Patterico's Pontifications

1/27/2014

Latest Project Veritas Video Helps Show How Wendy Davis Targets Greg Abbott’s Disability — But Not in the Way You Think

Filed under: General — Patterico @ 7:58 am



I just watched the newest video from Project Veritas, depicting supporters of Wendy Davis mocking Greg Abbott for being in a wheelchair. I think the kneejerk reaction to it is: look at how awful lefties are! I have a very slightly different reaction to it: it convinces me that the recent Davis quote saying Greg Abbott “walked a day in my shoes” was a deliberate backhanded shot at Abbott’s disability.

Two quotes from Davis supporters:

He doesn’t speak well, he isn’t good looking, he doesn’t have a good personality, and he’s in a wheelchair.

And:

I’m wondering how this is going to work out, because he’s in a wheelchair and most of the slogans are “Stand With Wendy.”

The second quote is from a Battleground Texas volunteer who also theatrically puts her hands over her ears when someone else in the room talking about possible illegal activity having to do with voter registration.

Now: I think it’s child’s play to collect disgusting and offensive quotes from supporters of a political candidate. That aspect of the video doesn’t grab me. Let partisans make hay out of that.

I have to say, though: I had not been following this race closely enough to realize that “Stand with Wendy” is one of Davis’s big slogans. Here again, we have a double standard. Can you imagine if a conservative used a slogan like that, no matter how appropriate and justified, in a campaign against someone in a wheelchair? The media would never stop portraying that conservative as mocking and heartless.

And yet, it’s a fair slogan in this campaign. Face it: Davis made her name on a filibuster. She is famous for “standing up.” It would be unfair to insist that she softsell that association simply because her opponent can’t stand up.

But . . .

But the campaign surely must have at least thought about this. Just ask Davis defender and O’Keefe critic Dave Weigel. In mocking the partisans who have gotten mileage out of the silly statements of the Davis campaign supporters, Weigel says:

This is a conversation that anyone strategizing to elect Davis was going to have, just as the Abbott campaign was going to strategize (hopefully without cameras in the room) about how to run against a woman without making gaffes. “Stand With [name of candidate]” is a common frame, used by Marco Rubio—only natural, isn’t it, to wonder if it looks cruel when the opponent can’t walk?

Weigel’s intent here is to give context for the heartless statements of Davis supporters, but he unconsciously makes a strong point against Davis. Namely: Davis herself and her strategists have to be very conscious of how their slogans can be perceived as an attack on Abbott’s disability, even if the principal intent of the slogan is to remind voters of Davis’s filibuster. (In a different era, this might have been a springboard for an interesting discussion about intent and interpretation.) To me, that doesn’t mean that Davis should not be allowed to use “Stand with Wendy” as a slogan.

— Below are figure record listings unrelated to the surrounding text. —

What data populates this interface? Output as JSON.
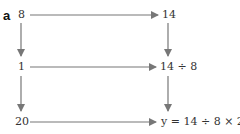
{
  "part_label": "a",
  "nodes": {
    "top_left": "8",
    "top_right": "14",
    "mid_left": "1",
    "mid_right": "14 ÷ 8",
    "bottom_left": "20",
    "bottom_right": "y = 14 ÷ 8 × 20"
  },
  "colors": {
    "arrow": "#777777",
    "text": "#333333"
  }
}
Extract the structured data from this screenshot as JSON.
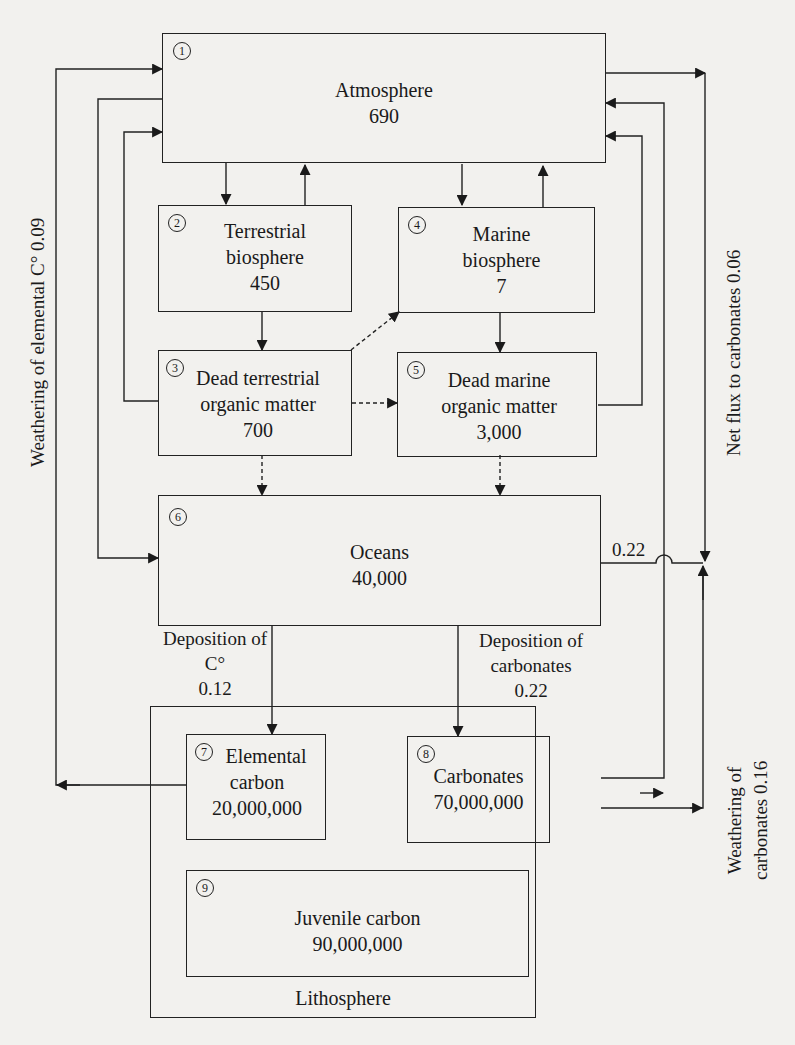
{
  "diagram": {
    "boxes": [
      {
        "id": 1,
        "number": "1",
        "name": "Atmosphere",
        "line1": "Atmosphere",
        "line2": "",
        "value": "690"
      },
      {
        "id": 2,
        "number": "2",
        "name": "Terrestrial biosphere",
        "line1": "Terrestrial",
        "line2": "biosphere",
        "value": "450"
      },
      {
        "id": 3,
        "number": "3",
        "name": "Dead terrestrial organic matter",
        "line1": "Dead terrestrial",
        "line2": "organic matter",
        "value": "700"
      },
      {
        "id": 4,
        "number": "4",
        "name": "Marine biosphere",
        "line1": "Marine",
        "line2": "biosphere",
        "value": "7"
      },
      {
        "id": 5,
        "number": "5",
        "name": "Dead marine organic matter",
        "line1": "Dead marine",
        "line2": "organic matter",
        "value": "3,000"
      },
      {
        "id": 6,
        "number": "6",
        "name": "Oceans",
        "line1": "Oceans",
        "line2": "",
        "value": "40,000"
      },
      {
        "id": 7,
        "number": "7",
        "name": "Elemental carbon",
        "line1": "Elemental",
        "line2": "carbon",
        "value": "20,000,000"
      },
      {
        "id": 8,
        "number": "8",
        "name": "Carbonates",
        "line1": "Carbonates",
        "line2": "",
        "value": "70,000,000"
      },
      {
        "id": 9,
        "number": "9",
        "name": "Juvenile carbon",
        "line1": "Juvenile carbon",
        "line2": "",
        "value": "90,000,000"
      }
    ],
    "container": {
      "label": "Lithosphere"
    },
    "flux_labels": {
      "deposition_c": {
        "line1": "Deposition of",
        "line2": "C°",
        "value": "0.12"
      },
      "deposition_carbonates": {
        "line1": "Deposition of",
        "line2": "carbonates",
        "value": "0.22"
      },
      "oceans_out": "0.22",
      "weathering_elemental": "Weathering of elemental C° 0.09",
      "net_flux_carbonates": "Net flux to carbonates 0.06",
      "weathering_carbonates": {
        "line1": "Weathering of",
        "line2": "carbonates 0.16"
      }
    },
    "edges": [
      {
        "from": 1,
        "to": 2,
        "style": "solid"
      },
      {
        "from": 2,
        "to": 1,
        "style": "solid"
      },
      {
        "from": 1,
        "to": 4,
        "style": "solid"
      },
      {
        "from": 4,
        "to": 1,
        "style": "solid"
      },
      {
        "from": 2,
        "to": 3,
        "style": "solid"
      },
      {
        "from": 4,
        "to": 5,
        "style": "solid"
      },
      {
        "from": 3,
        "to": 1,
        "style": "solid"
      },
      {
        "from": 5,
        "to": 1,
        "style": "solid"
      },
      {
        "from": 3,
        "to": 4,
        "style": "dashed"
      },
      {
        "from": 3,
        "to": 5,
        "style": "dashed"
      },
      {
        "from": 3,
        "to": 6,
        "style": "dashed"
      },
      {
        "from": 5,
        "to": 6,
        "style": "dashed"
      },
      {
        "from": 1,
        "to": 6,
        "style": "solid"
      },
      {
        "from": 7,
        "to": 1,
        "style": "solid",
        "label": "Weathering of elemental C° 0.09"
      },
      {
        "from": 6,
        "to": 7,
        "style": "solid",
        "label": "Deposition of C° 0.12"
      },
      {
        "from": 6,
        "to": 8,
        "style": "solid",
        "label": "Deposition of carbonates 0.22"
      },
      {
        "from": 8,
        "to": 1,
        "style": "solid",
        "label": "Weathering of carbonates 0.16"
      },
      {
        "from": 1,
        "to": "net",
        "style": "solid",
        "label": "Net flux to carbonates 0.06"
      },
      {
        "from": 6,
        "to": "net",
        "style": "solid",
        "label": "0.22"
      }
    ]
  },
  "colors": {
    "ink": "#222222",
    "paper": "#f2f1ee"
  }
}
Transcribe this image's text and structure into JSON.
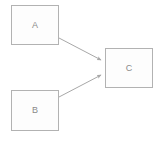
{
  "diagram": {
    "canvas": {
      "width": 160,
      "height": 142,
      "background": "#ffffff"
    },
    "style": {
      "node_fill": "#fdfdfd",
      "node_border": "#b2b2b2",
      "label_color": "#8a8a8a",
      "edge_color": "#a8a8a8"
    },
    "nodes": [
      {
        "id": "a",
        "label": "A",
        "shape": "rectangle",
        "x": 11,
        "y": 5,
        "width": 48,
        "height": 40
      },
      {
        "id": "b",
        "label": "B",
        "shape": "rectangle",
        "x": 11,
        "y": 90,
        "width": 48,
        "height": 41
      },
      {
        "id": "c",
        "label": "C",
        "shape": "rectangle",
        "x": 105,
        "y": 48,
        "width": 48,
        "height": 40
      }
    ],
    "edges": [
      {
        "id": "a-to-c",
        "from": "A",
        "to": "C",
        "label": "",
        "arrowhead": "filled-triangle",
        "x1": 59,
        "y1": 38,
        "x2": 103,
        "y2": 61
      },
      {
        "id": "b-to-c",
        "from": "B",
        "to": "C",
        "label": "",
        "arrowhead": "filled-triangle",
        "x1": 59,
        "y1": 97,
        "x2": 103,
        "y2": 74
      }
    ]
  }
}
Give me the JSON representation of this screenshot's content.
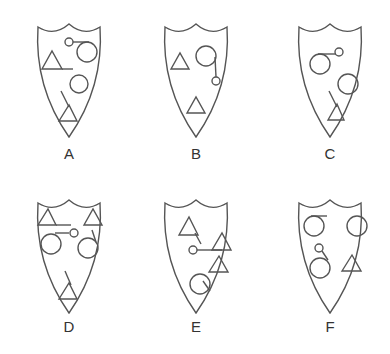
{
  "figure": {
    "stroke_color": "#555555",
    "background": "#ffffff",
    "options": [
      {
        "label": "A"
      },
      {
        "label": "B"
      },
      {
        "label": "C"
      },
      {
        "label": "D"
      },
      {
        "label": "E"
      },
      {
        "label": "F"
      }
    ]
  }
}
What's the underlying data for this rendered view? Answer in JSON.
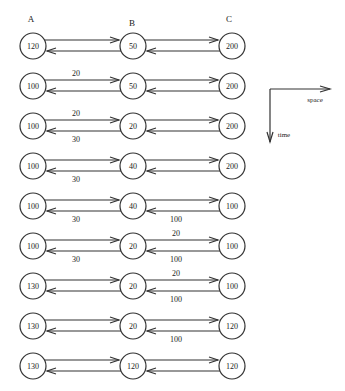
{
  "diagram": {
    "node_headers": [
      {
        "label": "A",
        "x": 31,
        "y": 22
      },
      {
        "label": "B",
        "x": 132,
        "y": 26
      },
      {
        "label": "C",
        "x": 229,
        "y": 22
      }
    ],
    "node_x": [
      33,
      133,
      232
    ],
    "node_radius": 13,
    "rows": [
      {
        "y": 46,
        "values": [
          "120",
          "50",
          "200"
        ],
        "ab_top": "",
        "ab_bottom": "",
        "bc_top": "",
        "bc_bottom": ""
      },
      {
        "y": 86,
        "values": [
          "100",
          "50",
          "200"
        ],
        "ab_top": "20",
        "ab_bottom": "",
        "bc_top": "",
        "bc_bottom": ""
      },
      {
        "y": 126,
        "values": [
          "100",
          "20",
          "200"
        ],
        "ab_top": "20",
        "ab_bottom": "30",
        "bc_top": "",
        "bc_bottom": ""
      },
      {
        "y": 166,
        "values": [
          "100",
          "40",
          "200"
        ],
        "ab_top": "",
        "ab_bottom": "30",
        "bc_top": "",
        "bc_bottom": ""
      },
      {
        "y": 206,
        "values": [
          "100",
          "40",
          "100"
        ],
        "ab_top": "",
        "ab_bottom": "30",
        "bc_top": "",
        "bc_bottom": "100"
      },
      {
        "y": 246,
        "values": [
          "100",
          "20",
          "100"
        ],
        "ab_top": "",
        "ab_bottom": "30",
        "bc_top": "20",
        "bc_bottom": "100"
      },
      {
        "y": 286,
        "values": [
          "130",
          "20",
          "100"
        ],
        "ab_top": "",
        "ab_bottom": "",
        "bc_top": "20",
        "bc_bottom": "100"
      },
      {
        "y": 326,
        "values": [
          "130",
          "20",
          "120"
        ],
        "ab_top": "",
        "ab_bottom": "",
        "bc_top": "",
        "bc_bottom": "100"
      },
      {
        "y": 366,
        "values": [
          "130",
          "120",
          "120"
        ],
        "ab_top": "",
        "ab_bottom": "",
        "bc_top": "",
        "bc_bottom": ""
      }
    ],
    "axes": {
      "origin": {
        "x": 270,
        "y": 89
      },
      "space_end_x": 330,
      "time_end_y": 142,
      "space_label": "space",
      "time_label": "time"
    },
    "stroke_color": "#333333"
  }
}
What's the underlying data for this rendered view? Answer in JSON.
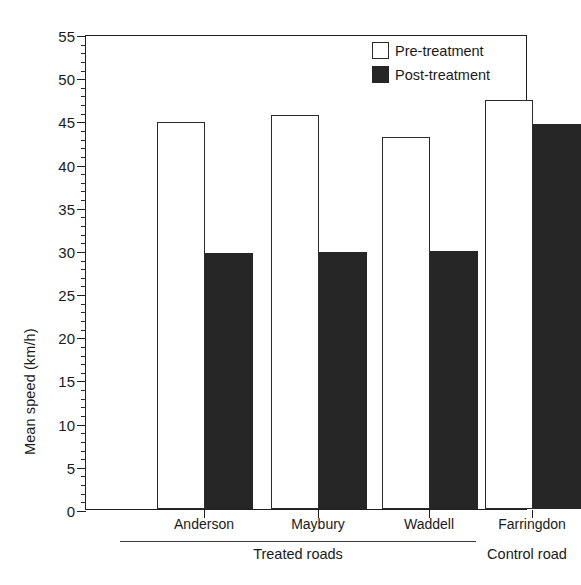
{
  "chart_data": {
    "type": "bar",
    "title": "",
    "xlabel": "",
    "ylabel": "Mean speed (km/h)",
    "categories": [
      "Anderson",
      "Maybury",
      "Waddell",
      "Farringdon"
    ],
    "series": [
      {
        "name": "Pre-treatment",
        "values": [
          44.8,
          45.6,
          43.1,
          47.4
        ],
        "color": "#ffffff",
        "edge_color": "#2b2b2b"
      },
      {
        "name": "Post-treatment",
        "values": [
          29.6,
          29.8,
          29.9,
          44.6
        ],
        "color": "#262626",
        "edge_color": "#262626"
      }
    ],
    "ylim": [
      0,
      55
    ],
    "ytick_step": 5,
    "yticks": [
      0,
      5,
      10,
      15,
      20,
      25,
      30,
      35,
      40,
      45,
      50,
      55
    ],
    "ytick_labels": [
      "0",
      "5",
      "10",
      "15",
      "20",
      "25",
      "30",
      "35",
      "40",
      "45",
      "50",
      "55"
    ],
    "minor_ticks_per_interval": 5,
    "grid": false,
    "legend_position": "top-right",
    "groups": [
      {
        "label": "Treated roads",
        "categories": [
          "Anderson",
          "Maybury",
          "Waddell"
        ],
        "underline": true
      },
      {
        "label": "Control road",
        "categories": [
          "Farringdon"
        ],
        "underline": false
      }
    ]
  },
  "axis": {
    "y_title": "Mean speed (km/h)"
  },
  "legend": {
    "entries": [
      {
        "label": "Pre-treatment",
        "swatch": "open-square"
      },
      {
        "label": "Post-treatment",
        "swatch": "filled-square"
      }
    ]
  },
  "xlabels": [
    "Anderson",
    "Maybury",
    "Waddell",
    "Farringdon"
  ],
  "group_labels": [
    "Treated roads",
    "Control road"
  ]
}
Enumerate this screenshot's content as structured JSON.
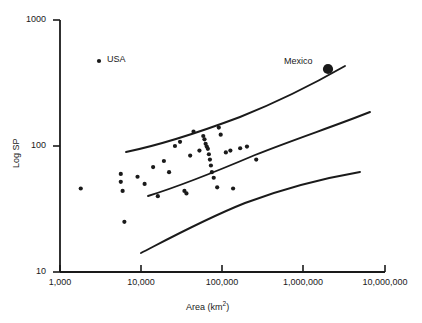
{
  "chart_data": {
    "type": "scatter",
    "title": "",
    "xlabel": "Area (km2)",
    "xlabel_base": "Area (km",
    "xlabel_sup": "2",
    "xlabel_close": ")",
    "ylabel": "Log SP",
    "x_scale": "log",
    "y_scale": "log",
    "xlim": [
      1000,
      10000000
    ],
    "ylim": [
      10,
      1000
    ],
    "grid": false,
    "legend_position": "upper-left-inside",
    "xticks": [
      1000,
      10000,
      100000,
      1000000,
      10000000
    ],
    "xtick_labels": [
      "1,000",
      "10,000",
      "100,000",
      "1,000,000",
      "10,000,000"
    ],
    "yticks": [
      10,
      100,
      1000
    ],
    "ytick_labels": [
      "10",
      "100",
      "1000"
    ],
    "annotations": [
      {
        "name": "usa-legend",
        "text": "USA",
        "x": 12000,
        "y": 390,
        "marker": "small-dot"
      },
      {
        "name": "mexico-label",
        "text": "Mexico",
        "x": 1960000,
        "y": 340,
        "marker": "large-dot"
      }
    ],
    "series": [
      {
        "name": "countries",
        "marker": "filled-circle",
        "color": "#1a1a1a",
        "points": [
          {
            "x": 1800,
            "y": 46
          },
          {
            "x": 5600,
            "y": 60
          },
          {
            "x": 5600,
            "y": 52
          },
          {
            "x": 5900,
            "y": 44
          },
          {
            "x": 6200,
            "y": 25
          },
          {
            "x": 9000,
            "y": 57
          },
          {
            "x": 11000,
            "y": 50
          },
          {
            "x": 14000,
            "y": 68
          },
          {
            "x": 16000,
            "y": 40
          },
          {
            "x": 19000,
            "y": 76
          },
          {
            "x": 22000,
            "y": 62
          },
          {
            "x": 26000,
            "y": 100
          },
          {
            "x": 30000,
            "y": 108
          },
          {
            "x": 34000,
            "y": 44
          },
          {
            "x": 36000,
            "y": 42
          },
          {
            "x": 40000,
            "y": 84
          },
          {
            "x": 44000,
            "y": 130
          },
          {
            "x": 52000,
            "y": 92
          },
          {
            "x": 58000,
            "y": 120
          },
          {
            "x": 60000,
            "y": 113
          },
          {
            "x": 62000,
            "y": 104
          },
          {
            "x": 64000,
            "y": 99
          },
          {
            "x": 66000,
            "y": 95
          },
          {
            "x": 68000,
            "y": 86
          },
          {
            "x": 70000,
            "y": 78
          },
          {
            "x": 72000,
            "y": 70
          },
          {
            "x": 74000,
            "y": 62
          },
          {
            "x": 78000,
            "y": 56
          },
          {
            "x": 86000,
            "y": 47
          },
          {
            "x": 90000,
            "y": 140
          },
          {
            "x": 95000,
            "y": 123
          },
          {
            "x": 110000,
            "y": 89
          },
          {
            "x": 125000,
            "y": 92
          },
          {
            "x": 135000,
            "y": 46
          },
          {
            "x": 165000,
            "y": 96
          },
          {
            "x": 200000,
            "y": 99
          },
          {
            "x": 260000,
            "y": 78
          },
          {
            "x": 1960000,
            "y": 340
          }
        ]
      }
    ],
    "curves": [
      {
        "name": "upper-confidence-band",
        "points": [
          [
            4600,
            88
          ],
          [
            10000,
            103
          ],
          [
            30000,
            133
          ],
          [
            100000,
            180
          ],
          [
            300000,
            240
          ],
          [
            1000000,
            320
          ],
          [
            3000000,
            420
          ],
          [
            5000000,
            470
          ]
        ]
      },
      {
        "name": "fitted-regression-line",
        "points": [
          [
            8200,
            35
          ],
          [
            20000,
            48
          ],
          [
            60000,
            68
          ],
          [
            200000,
            95
          ],
          [
            700000,
            132
          ],
          [
            2000000,
            165
          ],
          [
            6000000,
            200
          ]
        ]
      },
      {
        "name": "lower-confidence-band",
        "points": [
          [
            6800,
            13.5
          ],
          [
            20000,
            20
          ],
          [
            60000,
            29
          ],
          [
            200000,
            41
          ],
          [
            700000,
            54
          ],
          [
            2000000,
            62
          ],
          [
            4600000,
            66
          ]
        ]
      }
    ]
  }
}
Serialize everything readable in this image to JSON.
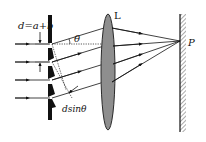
{
  "diagram": {
    "labels": {
      "grating_constant": "d=a+b",
      "angle": "θ",
      "lens": "L",
      "point": "P",
      "path_difference": "dsinθ"
    },
    "colors": {
      "ink": "#111111",
      "lens_fill": "#8e8e8e",
      "lens_stroke": "#2a2a2a",
      "screen_fill": "#cfcfcf",
      "background": "#ffffff"
    },
    "elements": {
      "incident_rays": 4,
      "grating_slits": 5,
      "diffracted_rays": 4,
      "converging_rays": 4
    }
  }
}
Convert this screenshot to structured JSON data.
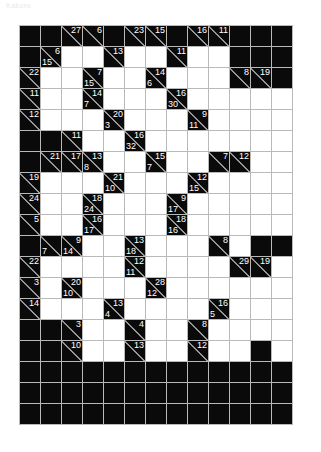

It just means that Davis is absolutely conscious of the way that her statements can be taken as a slap at Abbott’s disability — and as the video reveals, some people see that disability as a weakness.

Again, I am not knocking Davis for the “Stand with Wendy” slogan — I am providing the full context for revisiting Davis’s recent quote:

We’re not surprised by Greg Abbott’s campaign attacks on the personal story of my life as a single mother who worked hard to get ahead. But they won’t work, because my story is the story of millions of Texas women who know the strength it takes when you’re young, alone and a mother. I’ve always been open about my life not because my story is unique, but because it isn’t.

The truth is that at age 19, I was a teenage mother living alone with my daughter in a trailer and struggling to keep us afloat on my way to a divorce. And I knew then that I was going to have to work my way up and out of that life if I was going to give my daughter a better life and a better future and that’s what I’ve done. I am proud of where I came from and I am proud of what I’ve been able to achieve through hard work and perseverance. And I guarantee you that anyone who tries to say otherwise hasn’t walked a day in my shoes.

That was not an off-the-cuff quotation. That was a prepared statement, stating that Abbott has not walked a day in Davis’s shoes. And, unlike the “Stand with Wendy” slogan, Davis doesn’t have the excuse that this reference is necessary. Davis is not famous for walking in her shoes.

When I first wrote about this, I suggested that Davis had put her foot in her mouth. I no longer think that.

Davis knows that many people perceive weakness in Abbott’s disability. Maybe she is mocking that with the “Stand with Wendy” slogans — I suspect she is — but she at least has a defensible argument to use that slogan. Here, she was mocking Abbott’s inability to walk, in a prepared statement, with no excuse that the reference to walking was a reference to her strengths.

I think she knew exactly what she was doing, and I think O’Keefe’s video makes that especially clear.

Unfortunately, this argument — while much more convincing an attack on Davis than pointing to how cruel some of her supporters might be — is too subtle for sound-bite politics. So: never mind. tl;dr. Forget I even said a thing.